Sensitive Client Communication
- VA: VA can assess tone, escalate appropriately, apply social intelligence.
- AI: AI can draft responses for your review, but can't independently navigate delicate situations.
- Winner: VA for judgment; AI for drafting with human approval.
After-Hours Availability
- VA: Limited to contracted hours. Most VAs don't work evenings or weekends.
- AI: Always available. Capture a contact note at 10 PM while you're thinking about it.
- Winner: AI.
The Math for a Solo Agent Doing 15 Deals/Year
Scenario A: Part-Time VA
- Monthly cost: $800
- Management time: 10 hrs/month × $150/hr opportunity cost = $1,500
- Training (amortized): $200/month
- True monthly cost: ~$2,500
- Annual: ~$30,000
Scenario B: AI Tool
- Monthly cost: $199
- Management time: minimal (maybe 1 hr/month)
- Training: zero
- True monthly cost: ~$350
- Annual: ~$4,200
Scenario C: AI Tool + Occasional Human Help
- AI tool: $199/month
- Transaction coordinator for closings: $400-500 per transaction × 15 = $6,000-7,500/year (~$550/month)
- True monthly cost: ~$750
- Annual: ~$9,000
Scenario C is interesting because it gives you the best of both worlds: AI handles the daily admin automation, and human help comes in for the specific tasks (transaction coordination) where judgment and multi-party communication matter most.
The Honest Recommendation
There's no universal right answer. It depends on your specific situation:
Choose a VA if:
- Your business involves complex, multi-party transactions that require adaptive coordination
- You value having someone who can make judgment calls on your behalf
- You have the budget and patience for training and management
- Your admin work is highly varied and unpredictable
Choose an AI tool if:
- Your biggest pain points are data entry, document generation, and follow-up consistency
- You work primarily from your car and need mobile-first admin support
- You want to minimize management overhead
- Budget is a concern and you need the most automation per dollar
Choose both if:
- You're doing 20+ deals/year and need both daily automation and human coordination
- You can use AI for the repetitive, high-volume tasks and a human for the complex, judgment-heavy ones
- You want to maximize your time on client-facing activities
The Trend Line
Here's what's worth noting: the AI tool category is improving rapidly, while the VA model has been relatively static. The things AI tools couldn't do a year ago — complex document generation, nuanced follow-up drafting, voice-native interaction — they can do now.
This doesn't mean VAs are going away.

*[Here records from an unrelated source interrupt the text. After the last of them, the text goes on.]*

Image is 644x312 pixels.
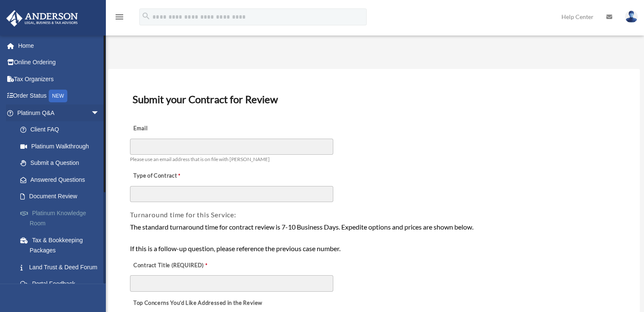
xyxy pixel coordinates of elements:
[6,104,112,121] a: Platinum Q&Aarrow_drop_down
[12,138,112,155] a: Platinum Walkthrough
[130,297,265,309] label: Top Concerns You’d Like Addressed in the Review
[130,222,618,254] div: The standard turnaround time for contract review is 7-10 Business Days. Expedite options and pric...
[129,91,619,108] h3: Submit your Contract for Review
[12,121,112,138] a: Client FAQ
[114,15,124,22] a: menu
[114,12,124,22] i: menu
[130,156,270,162] span: Please use an email address that is on file with [PERSON_NAME]
[6,54,112,71] a: Online Ordering
[12,276,112,292] a: Portal Feedback
[130,170,215,182] label: Type of Contract
[6,71,112,87] a: Tax Organizers
[6,37,112,54] a: Home
[141,12,151,21] i: search
[12,155,112,172] a: Submit a Question
[625,11,638,23] img: User Pic
[130,123,215,135] label: Email
[12,188,108,205] a: Document Review
[12,204,112,232] a: Platinum Knowledge Room
[91,104,108,122] span: arrow_drop_down
[12,171,112,188] a: Answered Questions
[12,259,112,276] a: Land Trust & Deed Forum
[130,260,215,271] label: Contract Title (REQUIRED)
[4,10,81,27] img: Anderson Advisors Platinum Portal
[6,87,112,105] a: Order StatusNEW
[49,90,68,102] div: NEW
[12,232,112,259] a: Tax & Bookkeeping Packages
[130,211,236,219] span: Turnaround time for this Service:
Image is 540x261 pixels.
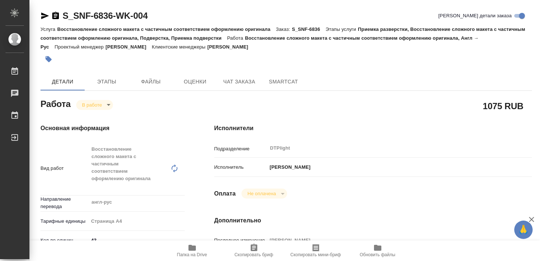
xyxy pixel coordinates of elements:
[177,77,213,86] span: Оценки
[40,11,49,20] button: Скопировать ссылку для ЯМессенджера
[214,189,236,198] h4: Оплата
[285,241,346,261] button: Скопировать мини-бриф
[40,218,89,225] p: Тарифные единицы
[152,44,207,50] p: Клиентские менеджеры
[40,124,185,133] h4: Основная информация
[241,189,287,199] div: В работе
[89,77,124,86] span: Этапы
[177,252,207,257] span: Папка на Drive
[483,100,523,112] h2: 1075 RUB
[214,216,531,225] h4: Дополнительно
[207,44,253,50] p: [PERSON_NAME]
[325,26,358,32] p: Этапы услуги
[223,241,285,261] button: Скопировать бриф
[214,164,267,171] p: Исполнитель
[106,44,152,50] p: [PERSON_NAME]
[514,221,532,239] button: 🙏
[40,165,89,172] p: Вид работ
[214,145,267,153] p: Подразделение
[267,164,310,171] p: [PERSON_NAME]
[214,124,531,133] h4: Исполнители
[40,26,57,32] p: Услуга
[40,196,89,210] p: Направление перевода
[245,191,278,197] button: Не оплачена
[40,97,71,110] h2: Работа
[227,35,245,41] p: Работа
[267,235,505,246] input: Пустое поле
[438,12,511,19] span: [PERSON_NAME] детали заказа
[40,51,57,67] button: Добавить тэг
[517,222,529,238] span: 🙏
[57,26,275,32] p: Восстановление сложного макета с частичным соответствием оформлению оригинала
[276,26,292,32] p: Заказ:
[40,35,478,50] p: Восстановление сложного макета с частичным соответствием оформлению оригинала, Англ → Рус
[266,77,301,86] span: SmartCat
[89,235,185,246] input: ✎ Введи что-нибудь
[234,252,273,257] span: Скопировать бриф
[290,252,341,257] span: Скопировать мини-бриф
[80,102,104,108] button: В работе
[359,252,395,257] span: Обновить файлы
[51,11,60,20] button: Скопировать ссылку
[346,241,408,261] button: Обновить файлы
[133,77,168,86] span: Файлы
[161,241,223,261] button: Папка на Drive
[76,100,113,110] div: В работе
[214,237,267,244] p: Последнее изменение
[221,77,257,86] span: Чат заказа
[89,215,185,228] div: Страница А4
[45,77,80,86] span: Детали
[54,44,105,50] p: Проектный менеджер
[292,26,325,32] p: S_SNF-6836
[63,11,147,21] a: S_SNF-6836-WK-004
[40,237,89,244] p: Кол-во единиц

It means the bar for when a human is necessary versus when a tool is sufficient keeps moving. Tasks that required a VA two years ago can be automated today. Tasks that require a VA today may be automatable in a year.

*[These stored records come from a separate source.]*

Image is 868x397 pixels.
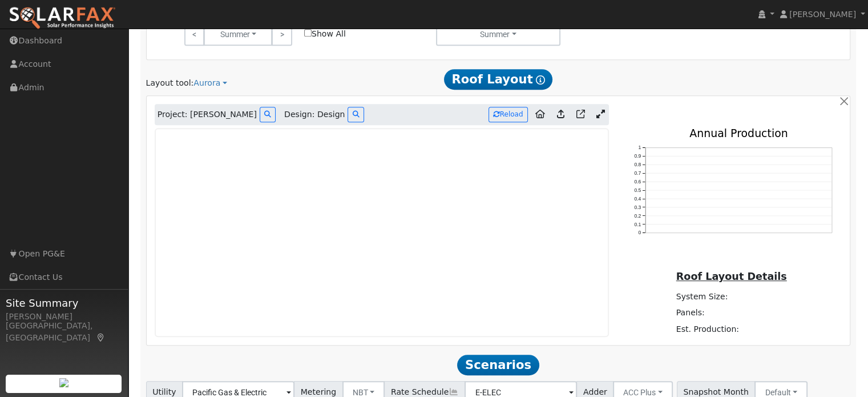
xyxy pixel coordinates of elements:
span: Project: [PERSON_NAME] [158,108,257,120]
div: [PERSON_NAME] [6,311,122,323]
input: Show All [304,29,312,37]
text: 0.8 [634,161,641,167]
a: Expand Aurora window [592,106,609,123]
text: 0.1 [634,221,641,227]
a: Map [96,333,106,342]
a: Aurora [194,77,227,89]
td: System Size: [674,289,783,305]
text: 0.6 [634,178,641,184]
img: retrieve [60,378,68,387]
text: 0.3 [634,204,641,210]
a: Open in Aurora [572,106,590,124]
div: [GEOGRAPHIC_DATA], [GEOGRAPHIC_DATA] [6,319,122,344]
text: 1 [638,144,641,150]
button: Reload [488,107,528,122]
text: 0 [638,230,641,236]
text: 0.2 [634,213,641,219]
text: Annual Production [690,126,788,139]
text: 0.4 [634,196,641,201]
span: [PERSON_NAME] [789,9,856,19]
td: Est. Production: [674,321,783,337]
button: Summer [436,23,561,45]
span: Site Summary [6,295,122,311]
span: Design: Design [284,108,345,120]
img: SolarFax [9,6,116,30]
text: 0.5 [634,187,641,193]
span: Layout tool: [146,79,194,87]
td: Panels: [674,305,783,321]
span: Scenarios [457,354,539,375]
u: Roof Layout Details [676,271,787,282]
text: 0.7 [634,170,641,176]
i: Show Help [536,75,545,85]
a: Aurora to Home [531,106,550,124]
a: Upload consumption to Aurora project [552,106,569,124]
span: Roof Layout [444,69,553,90]
button: Summer [204,23,272,45]
label: Show All [304,28,346,40]
text: 0.9 [634,153,641,159]
a: > [271,23,292,45]
a: < [184,23,204,45]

The smart play: adopt AI tools for everything they can handle well today, and reserve human help for the tasks that genuinely require human judgment. This gives you the cost efficiency of automation with the quality assurance of human oversight where it matters most.
Curious what $199/month of AI admin support actually looks like? Join our founding member program and see how much of your admin work can be automated starting day one.
FAQ
Is it cheaper to hire an admin or use AI tools for real estate? AI tools ($100-200/mo) cost significantly less than a part-time admin ($1,500-3,000/mo). For repetitive tasks like data entry, follow-up scheduling, and document generation, AI delivers comparable results. For complex coordination and human judgment tasks, a human admin adds value AI can't match.

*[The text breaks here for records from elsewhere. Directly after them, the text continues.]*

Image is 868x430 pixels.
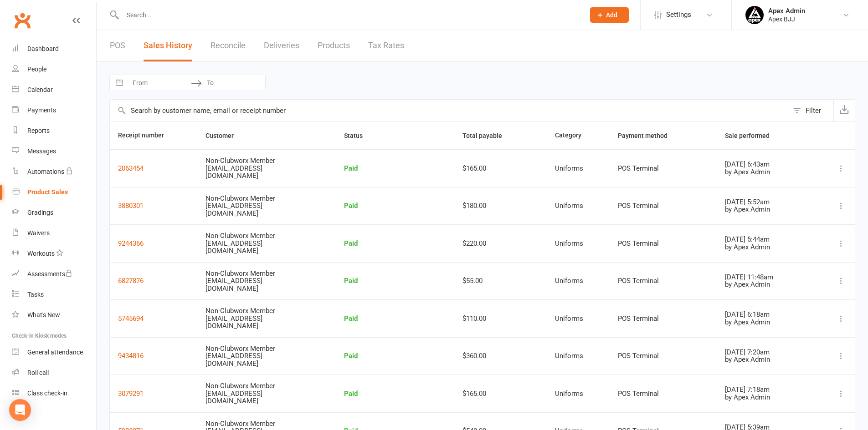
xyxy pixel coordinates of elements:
button: Add [590,7,629,23]
div: Roll call [28,369,49,377]
div: Paid [344,202,446,210]
a: Waivers [12,223,96,244]
span: Non-Clubworx Member [206,420,275,428]
span: Non-Clubworx Member [206,270,275,278]
div: Paid [344,315,446,323]
div: Calendar [28,86,53,93]
div: Open Intercom Messenger [9,400,31,421]
div: Uniforms [555,315,601,323]
div: Uniforms [555,165,601,173]
a: Dashboard [12,38,96,60]
div: Paid [344,278,446,285]
a: Messages [12,142,96,162]
div: Tasks [28,291,44,298]
div: People [28,66,46,73]
span: Sale performed [725,132,779,140]
input: To [202,75,265,91]
button: Interact with the calendar and add the check-in date for your trip. [111,75,127,91]
div: POS Terminal [618,202,709,210]
div: [DATE] 6:18am [725,311,808,319]
a: Products [318,30,350,61]
div: General attendance [28,349,83,356]
div: [EMAIL_ADDRESS][DOMAIN_NAME] [206,202,288,217]
a: People [12,60,96,80]
a: Payments [12,101,96,121]
a: Tasks [12,285,96,305]
a: Reports [12,121,96,142]
span: Add [605,12,617,19]
div: [DATE] 11:48am [725,273,808,281]
div: by Apex Admin [725,356,808,364]
div: [EMAIL_ADDRESS][DOMAIN_NAME] [206,240,288,255]
div: Paid [344,240,446,247]
div: POS Terminal [618,278,709,285]
a: Clubworx [11,9,34,32]
th: Category [547,122,610,150]
div: [DATE] 6:43am [725,161,808,168]
span: Payment method [618,132,677,140]
div: Uniforms [555,202,601,210]
button: Customer [206,130,244,142]
div: Uniforms [555,240,601,247]
button: Status [344,130,372,142]
span: Non-Clubworx Member [206,345,275,353]
div: Paid [344,165,446,173]
div: $55.00 [462,278,539,285]
div: $220.00 [462,240,539,247]
div: $360.00 [462,353,539,361]
div: Product Sales [28,189,68,196]
a: Roll call [12,363,96,384]
div: Uniforms [555,278,601,285]
div: Gradings [28,209,53,216]
div: $180.00 [462,202,539,210]
div: Filter [806,105,821,116]
div: $165.00 [462,390,539,398]
div: Paid [344,390,446,398]
div: [DATE] 5:44am [725,236,808,244]
a: Deliveries [264,30,299,61]
div: Apex BJJ [768,15,805,23]
th: Receipt number [110,122,198,150]
div: Waivers [28,230,50,237]
div: Paid [344,353,446,361]
a: Class kiosk mode [12,384,96,404]
div: [DATE] 7:18am [725,386,808,394]
button: 5745694 [118,313,143,324]
div: by Apex Admin [725,206,808,214]
input: From [127,75,191,91]
a: Reconcile [210,30,246,61]
div: Dashboard [28,45,59,53]
a: Calendar [12,80,96,101]
span: Non-Clubworx Member [206,157,275,165]
div: POS Terminal [618,165,709,173]
span: Settings [666,4,691,25]
div: Assessments [28,271,72,278]
div: [EMAIL_ADDRESS][DOMAIN_NAME] [206,390,288,405]
div: by Apex Admin [725,319,808,327]
div: by Apex Admin [725,244,808,251]
button: Sale performed [725,130,779,142]
div: Payments [28,107,56,114]
button: 3880301 [118,200,143,211]
button: Payment method [618,130,677,142]
span: Non-Clubworx Member [206,307,275,315]
a: Tax Rates [368,30,404,61]
div: by Apex Admin [725,394,808,402]
div: Class check-in [28,390,68,397]
div: [EMAIL_ADDRESS][DOMAIN_NAME] [206,278,288,292]
a: Assessments [12,264,96,285]
span: Non-Clubworx Member [206,382,275,390]
div: Reports [28,127,50,134]
div: Automations [28,168,64,175]
input: Search... [120,9,578,21]
a: General attendance kiosk mode [12,343,96,363]
button: 2063454 [118,163,143,174]
button: Filter [788,100,833,122]
div: [EMAIL_ADDRESS][DOMAIN_NAME] [206,315,288,330]
div: POS Terminal [618,353,709,361]
button: Total payable [462,130,512,142]
div: Messages [28,148,56,155]
div: [DATE] 7:20am [725,349,808,357]
img: thumb_image1745496852.png [745,6,763,24]
span: Status [344,132,372,140]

How much does a part-time real estate admin cost? Part-time administrative assistants for real estate agents typically cost $1,500-3,000/month depending on hours and location. Virtual assistants from overseas cost $500-1,500/month. AI tools handling similar tasks cost $100-200/month.
Can AI replace a real estate admin? AI can replace 60-80% of typical admin tasks: scheduling, follow-up messages, document first-drafts, data entry, and pipeline updates. The remaining 20-40% — complex coordination, exception handling, and tasks requiring human judgment — still benefit from human support.